Buch, Englisch, 326 Seiten, Format (B × H): 236 mm x 160 mm, Gewicht: 610 g
Buch, Englisch, 326 Seiten, Format (B × H): 236 mm x 160 mm, Gewicht: 610 g
ISBN: 978-1-108-49235-5
Verlag: Cambridge University Press
After World War I, American, Irish and then Caribbean writers remade the literary world system dominated by Paris and London. Responding to literary 'renaissances' and social upheavals in their own countries and to the decline of war-devastated Europe, émigré and domestic-based modernists produced new works that challenged London's or Paris's authority to determine literary value.
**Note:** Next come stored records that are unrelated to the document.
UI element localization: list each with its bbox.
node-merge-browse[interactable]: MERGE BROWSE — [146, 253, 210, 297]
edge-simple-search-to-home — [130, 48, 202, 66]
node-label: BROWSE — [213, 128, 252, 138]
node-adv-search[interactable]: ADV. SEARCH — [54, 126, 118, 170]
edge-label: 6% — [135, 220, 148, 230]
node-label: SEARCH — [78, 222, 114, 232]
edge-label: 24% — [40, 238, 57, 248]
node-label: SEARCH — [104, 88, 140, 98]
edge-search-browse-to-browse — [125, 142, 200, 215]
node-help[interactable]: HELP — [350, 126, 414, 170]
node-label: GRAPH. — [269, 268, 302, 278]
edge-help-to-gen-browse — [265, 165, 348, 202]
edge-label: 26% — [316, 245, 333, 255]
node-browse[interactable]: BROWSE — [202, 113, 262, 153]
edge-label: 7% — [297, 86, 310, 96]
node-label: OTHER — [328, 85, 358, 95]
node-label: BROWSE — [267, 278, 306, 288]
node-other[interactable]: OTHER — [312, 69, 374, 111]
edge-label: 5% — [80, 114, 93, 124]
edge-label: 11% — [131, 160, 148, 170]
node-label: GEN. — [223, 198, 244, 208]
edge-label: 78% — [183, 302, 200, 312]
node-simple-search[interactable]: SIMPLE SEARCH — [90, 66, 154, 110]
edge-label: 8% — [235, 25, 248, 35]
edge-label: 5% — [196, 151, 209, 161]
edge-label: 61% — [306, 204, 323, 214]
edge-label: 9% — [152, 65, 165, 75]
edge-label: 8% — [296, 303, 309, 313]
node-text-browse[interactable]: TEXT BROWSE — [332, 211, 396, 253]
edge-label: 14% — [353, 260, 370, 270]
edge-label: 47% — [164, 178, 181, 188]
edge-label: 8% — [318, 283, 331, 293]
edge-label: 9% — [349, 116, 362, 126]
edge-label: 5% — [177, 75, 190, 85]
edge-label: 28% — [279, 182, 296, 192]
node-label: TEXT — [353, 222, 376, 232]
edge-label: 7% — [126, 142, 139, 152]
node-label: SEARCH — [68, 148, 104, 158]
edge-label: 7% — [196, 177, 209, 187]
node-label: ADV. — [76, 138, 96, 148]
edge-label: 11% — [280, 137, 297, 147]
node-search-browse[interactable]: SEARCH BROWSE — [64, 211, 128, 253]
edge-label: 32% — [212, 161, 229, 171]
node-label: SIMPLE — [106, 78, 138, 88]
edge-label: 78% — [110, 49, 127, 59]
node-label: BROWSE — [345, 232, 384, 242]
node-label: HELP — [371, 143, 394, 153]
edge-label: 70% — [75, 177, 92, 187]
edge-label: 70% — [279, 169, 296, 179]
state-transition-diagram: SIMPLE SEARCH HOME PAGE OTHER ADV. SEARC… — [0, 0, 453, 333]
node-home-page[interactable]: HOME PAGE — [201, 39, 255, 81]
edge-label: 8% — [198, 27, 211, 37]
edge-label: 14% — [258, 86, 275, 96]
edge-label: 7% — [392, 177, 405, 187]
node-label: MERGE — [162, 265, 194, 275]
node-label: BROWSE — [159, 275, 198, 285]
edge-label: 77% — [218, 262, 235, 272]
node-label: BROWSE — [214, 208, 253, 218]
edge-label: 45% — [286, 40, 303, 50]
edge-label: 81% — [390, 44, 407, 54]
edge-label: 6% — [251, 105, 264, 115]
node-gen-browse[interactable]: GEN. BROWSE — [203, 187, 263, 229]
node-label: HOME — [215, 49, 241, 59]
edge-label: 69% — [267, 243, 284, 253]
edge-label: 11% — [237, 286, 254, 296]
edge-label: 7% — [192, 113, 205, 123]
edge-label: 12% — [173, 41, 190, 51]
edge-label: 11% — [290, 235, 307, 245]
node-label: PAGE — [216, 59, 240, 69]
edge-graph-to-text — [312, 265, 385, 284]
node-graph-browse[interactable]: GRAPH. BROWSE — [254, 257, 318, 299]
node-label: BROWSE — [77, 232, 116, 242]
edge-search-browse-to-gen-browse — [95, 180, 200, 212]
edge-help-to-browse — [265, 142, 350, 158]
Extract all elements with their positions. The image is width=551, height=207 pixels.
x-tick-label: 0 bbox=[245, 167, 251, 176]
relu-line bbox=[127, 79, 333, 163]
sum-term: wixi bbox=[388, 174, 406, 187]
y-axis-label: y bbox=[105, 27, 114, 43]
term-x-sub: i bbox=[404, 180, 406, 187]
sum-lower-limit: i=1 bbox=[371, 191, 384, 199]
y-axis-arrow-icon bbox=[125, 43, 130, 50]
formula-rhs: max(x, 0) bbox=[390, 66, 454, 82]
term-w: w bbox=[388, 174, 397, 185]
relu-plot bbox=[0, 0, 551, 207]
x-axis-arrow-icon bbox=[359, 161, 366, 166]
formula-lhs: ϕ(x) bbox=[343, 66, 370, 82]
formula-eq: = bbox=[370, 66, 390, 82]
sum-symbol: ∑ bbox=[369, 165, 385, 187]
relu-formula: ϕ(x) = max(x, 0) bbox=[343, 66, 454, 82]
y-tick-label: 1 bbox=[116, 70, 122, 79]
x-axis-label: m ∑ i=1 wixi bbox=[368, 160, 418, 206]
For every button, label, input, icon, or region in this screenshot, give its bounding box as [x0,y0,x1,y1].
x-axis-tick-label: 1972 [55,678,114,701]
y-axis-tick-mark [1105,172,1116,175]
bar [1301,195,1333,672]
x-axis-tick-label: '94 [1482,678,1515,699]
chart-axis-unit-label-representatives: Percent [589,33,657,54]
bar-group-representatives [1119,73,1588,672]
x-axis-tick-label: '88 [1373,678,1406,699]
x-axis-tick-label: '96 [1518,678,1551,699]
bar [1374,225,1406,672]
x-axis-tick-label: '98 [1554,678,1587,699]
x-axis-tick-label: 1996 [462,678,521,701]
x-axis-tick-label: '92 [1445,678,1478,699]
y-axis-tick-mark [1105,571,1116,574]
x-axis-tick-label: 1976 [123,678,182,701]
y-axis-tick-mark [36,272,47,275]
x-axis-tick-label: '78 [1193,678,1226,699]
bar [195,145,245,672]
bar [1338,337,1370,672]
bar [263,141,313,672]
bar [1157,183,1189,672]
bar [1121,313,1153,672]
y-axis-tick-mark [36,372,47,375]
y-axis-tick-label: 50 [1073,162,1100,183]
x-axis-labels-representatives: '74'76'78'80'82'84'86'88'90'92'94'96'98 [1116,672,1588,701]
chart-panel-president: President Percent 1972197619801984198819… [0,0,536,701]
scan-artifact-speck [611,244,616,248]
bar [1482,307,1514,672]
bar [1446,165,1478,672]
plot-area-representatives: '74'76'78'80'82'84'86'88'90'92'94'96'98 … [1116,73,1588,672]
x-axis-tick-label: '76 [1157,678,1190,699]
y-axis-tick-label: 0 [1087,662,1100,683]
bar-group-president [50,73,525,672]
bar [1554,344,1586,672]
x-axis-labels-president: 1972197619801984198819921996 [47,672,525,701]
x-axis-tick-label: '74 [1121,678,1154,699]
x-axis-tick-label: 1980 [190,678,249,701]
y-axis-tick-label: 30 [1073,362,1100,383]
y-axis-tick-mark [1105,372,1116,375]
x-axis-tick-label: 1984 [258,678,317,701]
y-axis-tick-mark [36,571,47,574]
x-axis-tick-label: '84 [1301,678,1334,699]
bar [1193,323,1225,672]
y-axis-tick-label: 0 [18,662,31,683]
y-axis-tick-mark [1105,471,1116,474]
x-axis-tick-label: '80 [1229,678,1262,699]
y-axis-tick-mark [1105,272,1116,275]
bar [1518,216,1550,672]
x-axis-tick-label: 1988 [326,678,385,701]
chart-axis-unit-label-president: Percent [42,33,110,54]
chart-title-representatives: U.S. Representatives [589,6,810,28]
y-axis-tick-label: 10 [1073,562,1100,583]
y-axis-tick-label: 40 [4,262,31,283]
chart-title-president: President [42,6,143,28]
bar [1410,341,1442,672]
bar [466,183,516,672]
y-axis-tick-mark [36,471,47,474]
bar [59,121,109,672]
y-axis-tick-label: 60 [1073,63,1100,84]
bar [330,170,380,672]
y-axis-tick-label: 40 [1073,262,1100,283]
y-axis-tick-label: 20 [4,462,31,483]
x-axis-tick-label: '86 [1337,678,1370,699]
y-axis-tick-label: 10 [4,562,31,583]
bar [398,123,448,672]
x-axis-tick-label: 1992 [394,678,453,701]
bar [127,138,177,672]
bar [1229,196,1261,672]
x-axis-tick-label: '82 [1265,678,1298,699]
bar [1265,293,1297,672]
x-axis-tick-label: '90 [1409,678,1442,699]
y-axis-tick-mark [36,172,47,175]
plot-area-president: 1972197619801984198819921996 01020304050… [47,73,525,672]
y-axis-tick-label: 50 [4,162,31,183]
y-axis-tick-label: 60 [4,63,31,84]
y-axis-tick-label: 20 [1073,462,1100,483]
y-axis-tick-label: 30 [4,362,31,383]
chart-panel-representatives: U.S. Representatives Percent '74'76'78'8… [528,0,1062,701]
These later codified as 'Modernism'. However, after World War II, an assertive American literary establishment repurposed the literature that had once challenged English and French literary authority to boost the cultural prestige of the United States in the cold war and to contest Soviet conceptions of 'world literature'. Here, in strong readings of Henry James, Ezra Pound, W. B. Yeats, T. S. Eliot, James Joyce, F. Scott Fitzgerald, Eugene O'Neill and Derek Walcott, Joe Cleary situates Anglophone modernism in terms of the rise and fall of European and American empires and disputed histories of 'world literature'.
Autoren/Hrsg.
Fachgebiete
- Geisteswissenschaften Literaturwissenschaft Literaturwissenschaft: Prosa, Erzählung, Roman, Prosaautoren
- Geisteswissenschaften Geschichtswissenschaft Weltgeschichte & Geschichte einzelner Länder und Gebietsräume Geschichte einzelner Länder Europäische Länder
- Geisteswissenschaften Geschichtswissenschaft Weltgeschichte & Geschichte einzelner Länder und Gebietsräume Weltgeschichte
- Geisteswissenschaften Literaturwissenschaft Literaturtheorie: Poetik und Literaturästhetik
- Geisteswissenschaften Literaturwissenschaft Postkoloniale Literatur
Weitere Infos & Material
1. 'A Language That Was English': Peripheral Modernisms and the Remaking of the Republic of Letters in the Age of Empire; 2. 'It Uccedes Lundun': Logics of Literary Decline and 'Renaissance' from Tocqueville and Arnold to Yeats and Pound; 3. 'The Insolence of Empire': The Fall of the House of Europe and Emerging American Ascendancy in The Golden Bowl and The Waste Land; 4. Contesting Wills: Joyce, Yeats, Goethe, Shakespeare and Mimetic Rivalries in Ulysses; 5. 'That Huge Incoherent Failure of a House': Antinomies of American Ascendancy in The Great Gatsby and Long Day's Journey into Night; 6. 'Cities that open like The World's Classics': Omeros and Epic Impasse in the Neoliberal World Literary System.